Should museums be made to give back their marbles? Is it even possible to 'decolonise' our galleries? Must Rhodes fall?

From the stolen Wakandan art in Black Panther, to Emmanuel Macron's recent commitment to art restitution, and Beyoncé and Jay Z's provocative music video filmed in the Louvre, the question of decolonising our relationship with the art around us is quickly gaining traction. People are waking up to the seedy history of the world's art collections, and are starting to ask difficult questions about what the future of museums should look like.

In The Whole Picture, art historian and Uncomfortable Art Tour guide Alice Procter provides a manual for deconstructing everything you thought you knew about art, and fills in the blanks with the stories that have been left out of the art history canon for centuries.

The book is divided into four chronological sections, named after four different kinds of art space:
The Palace
The Classroom
The Memorial
The Playground


Each section tackles the fascinating and often shocking stories of five different art pieces, including the propaganda painting that the East India Company used to justify its control in India; the Maori mokomokai skulls that were traded and collected by Europeans as 'art objects'; and Kara Walker's controversial contemporary sculpture A Subtlety, which raised questions about 'appropriate' interactions with art. Through these stories, Alice brings out the underlying colonial narrative lurking beneath the art industry today, and suggests different ways of seeing and thinking about art in the modern world.

The Whole Picture  is a much-needed provocation to look more critically at the accepted narratives about art, and rethink and disrupt the way we interact with the museums and galleries that display it.
Introduction 8(12)
Part I The Palace
20(52)
1 Vases & Attitudes
27(9)
2 The Sarcophagus
36(10)
3 Pitt's Diamond
46(7)
4 An Offering
53(10)
5 Forged Relics
63(9)
Part II The Classroom
72(68)
6 The Kangaroo & the Dingo
80(9)
7 Mai
89(11)
8 The Tiger of Mysore
100(10)
9 Abolitionists
110(9)
10 England's Greatness
119(10)
11 The Shield
129(11)
Part III The Memorial
140(48)
12 A Haida Carving
147(7)
13 Mokomokai
154(9)
14 Mining the Museum
163(6)
15 Human Zoos
169(9)
16 The Coffin
178(10)
Part IV The Playground
188(66)
17 Museum Highlights
197(7)
18 Crowd Control
204(11)
19 The Ship
215(9)
20 Sugar Baby
224(12)
21 Change the Date
236(10)
22 Return
246(8)
Conclusion 254(10)
Coda 264(8)
Endnotes 272(24)
Bibliography 296(10)
Picture Credits 306(2)
Index 308(8)
Acknowledgements 316
Alice Procter is an historian of material culture and the creator of Uncomfortable Art Tours.
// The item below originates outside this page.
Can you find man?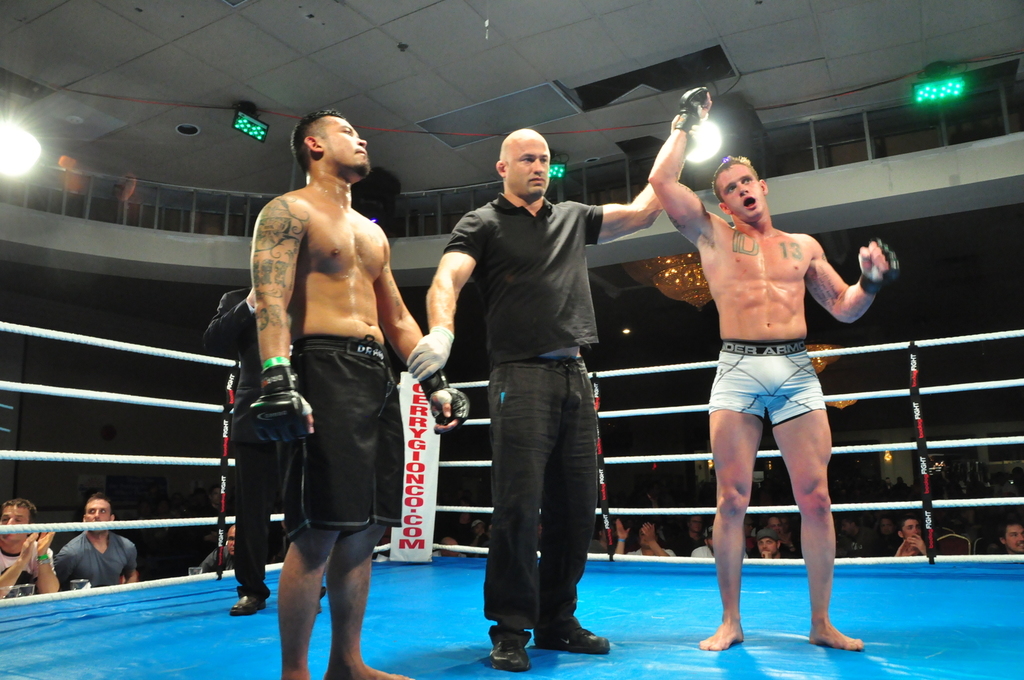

She curates exhibitions, organizes events, makes podcasts and writes things under the umbrella of The Exhibitionist. Procter studied at University College London, and her academic work concentrates on the intersections of postcolonial art practice and colonial material culture, settler storytelling, the concept of whiteness in the 18th and 19th centuries, the curation of historical trauma, and myths of national identity. She has appeared on BBC Radio 4's Front Row, and her work has been featured in the New York Times, the Guardian, the New Statesman, Aljazeera.com and The Times. She is Australian but grew up in Hong Kong and London.